New Computer Fund

Monday, February 25, 2013

Energy versus Anomaly

Since the BEST project is adding a new combined land and ocean product to their list, I am not going to try to beat them to the punch.  I will provide a little preview of what their new product may reveal.



Since the cumulative impact of the Pacific Decadal Oscillation is a topic on one of the blogs and the mystery of the 1910 to 1940 "natural" peak as well, I thought I would try to combine both.  The BEST land data provides Tmax and Tmin temperature series with estimates of absolute temperature.  Using the Stefan-Boltzmann relationship, I converted the Diurnal Temperature Range (DTR) to Diurnal Flux Change (DFC) for this chart.  That is just the energy anomaly associated with DTR.  A 21 year trailing average was used to "simulate" accumulation with respect to the ~21 year Hale solar cycle.  Different averaging periods would "smear" the peaks if longer, producing a neat 1910 to 1940 peak if that is what you really want.  Since Washington State and Canada were used, there would likely be some PDO influence, but since the AMO or Atlantic Multidecadal Oscillation is just across the way, the differential between the two would likely be a stronger influence than either independently.

If the new BEST product produces reasonable absolute temperature estimates, then it could produce reasonable absolute energy estimates.  The following the energy through the system would be much simpler than it is now.  It is after all the energy that creates the temperature anomaly squiggles, so some bright young scientist may soon be new Sultan of Schwung using BEST products.

Update:

The frustrating part of this whole puzzle is the Telescope Jockey "averaging" simplifications.  In Astrophysics, if you can estimate the temperature or energy of a body in space to +/- 20 Wm-2, you are kicking Astrophysics butt.  We are not on a distant body floating in space though.  We are on our home planet with much more than just radiant physics estimates to draw upon.

Here, we have a pseudo-cyclic power supply, the Sun, and asymmetrical hemispheres with different thermal capacities and time constants.  That is why RMS values of energy should be used and more model "boxes" included depending on how accurate one would like to be.  There are layers of complexity to be considered.

Since there are Two Greenhouses with several spaces in each, radiant assumptions on a short time scales, less than a few thousand years, just ain't going to cut it.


Go through the lines of the material and tally those with the string "Active"; reply with the number alone.

+++++

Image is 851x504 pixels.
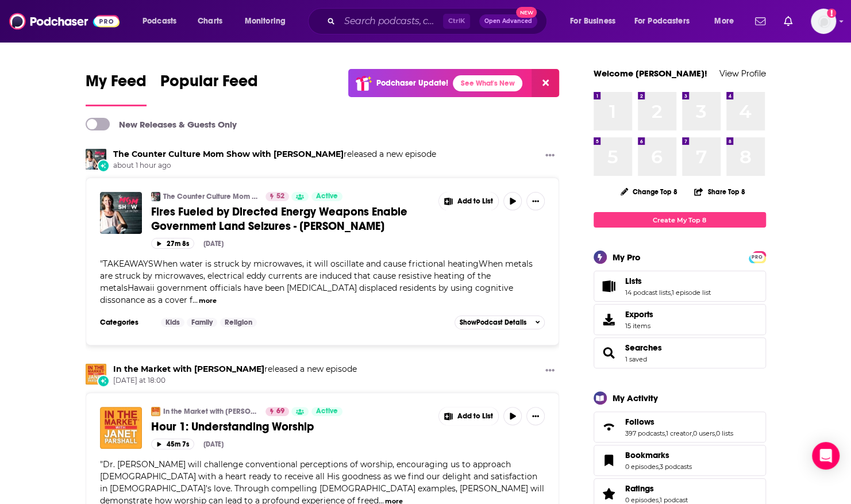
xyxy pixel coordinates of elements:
span: " [100,259,533,305]
span: Exports [625,309,653,319]
a: Hour 1: Understanding Worship [151,419,430,434]
button: Show More Button [527,407,545,426]
span: Follows [625,416,654,427]
a: Create My Top 8 [594,212,766,228]
a: Bookmarks [625,450,692,460]
h3: released a new episode [113,149,436,160]
span: Hour 1: Understanding Worship [151,419,315,434]
a: Fires Fueled by Directed Energy Weapons Enable Government Land Seizures - [PERSON_NAME] [151,204,430,233]
button: Show More Button [439,407,499,426]
a: 1 episode list [671,288,711,297]
a: Exports [594,304,766,335]
button: Change Top 8 [613,184,685,199]
a: Searches [625,343,662,353]
a: Searches [598,345,621,361]
a: 0 episodes [625,463,659,471]
span: TAKEAWAYSWhen water is struck by microwaves, it will oscillate and cause frictional heatingWhen m... [100,259,533,305]
img: User Profile [811,8,836,34]
a: 3 podcasts [659,463,692,471]
img: In the Market with Janet Parshall [151,407,160,416]
a: Hour 1: Understanding Worship [100,407,142,449]
div: My Pro [613,252,641,263]
a: My Feed [85,71,146,106]
a: 0 users [693,429,714,438]
a: Religion [220,318,257,327]
a: Podchaser - Follow, Share and Rate Podcasts [9,11,119,32]
span: , [659,463,659,471]
a: 69 [266,407,289,416]
div: Open Intercom Messenger [812,442,840,469]
a: Lists [625,276,711,286]
div: [DATE] [204,240,223,247]
button: 45m 7s [151,438,194,450]
button: 27m 8s [151,238,194,249]
span: , [692,429,693,438]
button: open menu [627,12,706,30]
span: Ratings [625,483,654,493]
div: New Episode [97,159,109,172]
a: Follows [598,419,621,435]
a: The Counter Culture Mom Show with Tina Griffin [113,149,343,159]
span: Add to List [457,412,493,420]
img: In the Market with Janet Parshall [85,364,106,384]
button: open menu [562,12,630,30]
span: Active [316,406,338,417]
span: Bookmarks [594,444,766,476]
a: 1 podcast [659,496,688,504]
span: [DATE] at 18:00 [113,376,357,386]
button: Show profile menu [811,8,836,34]
span: 69 [276,406,284,417]
h3: Categories [100,318,152,327]
a: See What's New [453,75,522,91]
div: Search podcasts, credits, & more... [319,8,558,35]
button: Show More Button [541,364,559,378]
a: In the Market with [PERSON_NAME] [163,407,258,416]
span: Active [316,191,338,202]
a: Kids [161,318,184,327]
span: Podcasts [143,14,177,29]
span: Show Podcast Details [459,318,527,327]
span: Charts [198,14,223,29]
span: For Podcasters [634,14,690,29]
button: open menu [134,12,192,30]
a: 1 saved [625,355,647,363]
span: Follows [594,411,766,442]
div: New Episode [97,375,109,387]
input: Search podcasts, credits, & more... [339,12,443,30]
a: Active [312,407,343,416]
button: Show More Button [541,149,559,163]
a: Family [187,318,217,327]
span: Fires Fueled by Directed Energy Weapons Enable Government Land Seizures - [PERSON_NAME] [151,204,407,233]
a: Follows [625,416,733,427]
span: about 1 hour ago [113,161,436,171]
span: Open Advanced [484,18,532,24]
span: , [714,429,716,438]
img: Fires Fueled by Directed Energy Weapons Enable Government Land Seizures - Shane Buell [100,192,142,234]
a: Lists [598,278,621,294]
span: , [665,429,666,438]
a: In the Market with Janet Parshall [113,364,264,374]
button: Open AdvancedNew [479,14,537,28]
a: Show notifications dropdown [779,11,797,31]
svg: Add a profile image [827,8,836,18]
button: Show More Button [439,192,499,211]
img: The Counter Culture Mom Show with Tina Griffin [151,192,160,201]
span: Searches [594,337,766,368]
a: Popular Feed [160,71,258,106]
a: 52 [266,192,289,201]
button: more [199,296,217,306]
h3: released a new episode [113,364,357,375]
span: PRO [751,253,764,262]
span: Lists [594,271,766,302]
a: The Counter Culture Mom Show with [PERSON_NAME] [163,192,258,201]
a: Active [312,192,343,201]
span: , [671,288,671,297]
a: Welcome [PERSON_NAME]! [594,68,708,78]
span: Exports [598,312,621,327]
span: More [714,14,734,29]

+++++

Exercise output:
4